Much like their counterparts above a certain age in Germany’s eastern regions, large numbers of people in the south of Yemen remain nostalgic for the old socialist system and the security it provided. The separatists have been exploiting this sentiment to the hilt, despite the fact that their programme and rhetoric makes no mention of socialism or Marxism of any kind; rather, it is built almost entirely on inciting division and tribal prejudice against the ‘northerners’, in whom Ansar Allah are included.
Indeed, one website affiliated with the separatists has openly clamoured for imperialist intervention against Ansar Allah, citing Nato’s “humanitarian bombing” of Yugoslavia in the 1990s as a shining example of what they are seeking for Yemen!
As a result, Ansar Allah faced heavy resistance in Aden and much local hostility. Wisely, they did not persevere in trying to subjugate hostile regions. The national-liberation forces withdrew to roughly where the former north/south Yemen border had been – where they dug in and prepared to face down the inevitable imperialist intervention.
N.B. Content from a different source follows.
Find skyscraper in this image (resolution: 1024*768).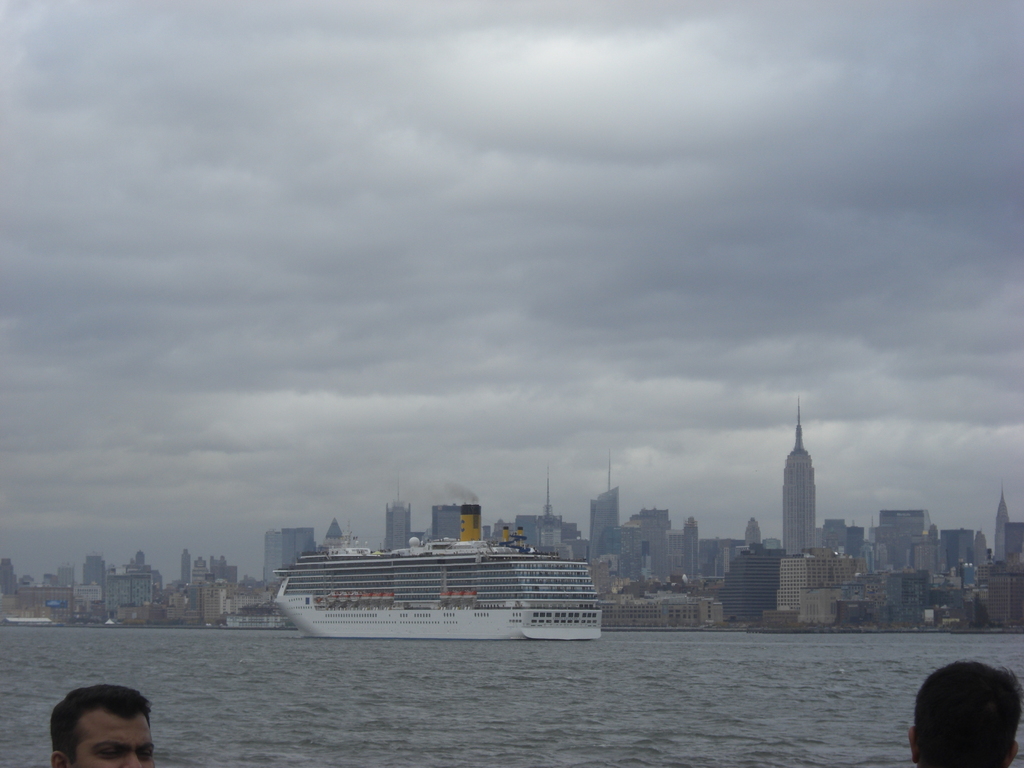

It was around this time that Ansar Allah found support in the most unexpected place imaginable: from former president/tyrant Ali Abdullah Saleh. Despite having murdered the movement’s founder and hundreds of its followers on behalf of US imperialism, Saleh and his significant band of battle-hardened tribal loyalists were apparently hoping to forget the past in their quest for political revenge against those who Saleh saw as having ‘betrayed’ him back in 2011.
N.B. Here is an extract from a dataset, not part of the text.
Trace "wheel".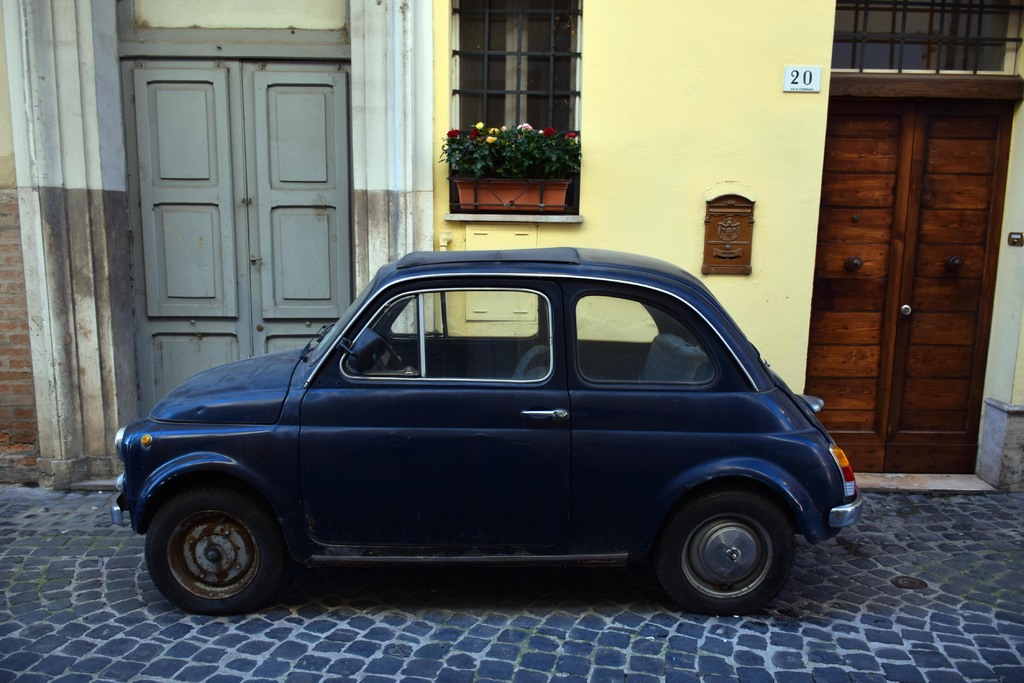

This was not an unusual stance in heavily-tribal Yemen. When Saleh had waged war against the southern secession attempt in 1994, some of his main supporters had been former communist leaders whose political grudges eclipsed any concerns about principles or morals.
Given the new government’s total international isolation and the gathering storm clouds of imperialist war, Ansar Allah reluctantly agreed to this alliance. This strengthened the resistance significantly, but at the cost of granting a huge propaganda gift to imperialist-aligned Arab media, which began a massive demonisation campaign to condition their populations in accepting and even supporting a war against Ansar Allah and the national government.
Meanwhile, western media preferred to ignore the situation entirely, focusing instead on promoting Ukraine’s new protofascist regime and its war on the Donbass peoples.
It was also at this time that Isis, until then virtually absent from the country, suddenly decided to announce its presence and declare its ‘jihad’ in typical fashion – not against the US presence of course, but rather against those who dared to resist said presence. A number of devastating terrorist attacks on Ansar Allah supporters followed, killing hundreds of people.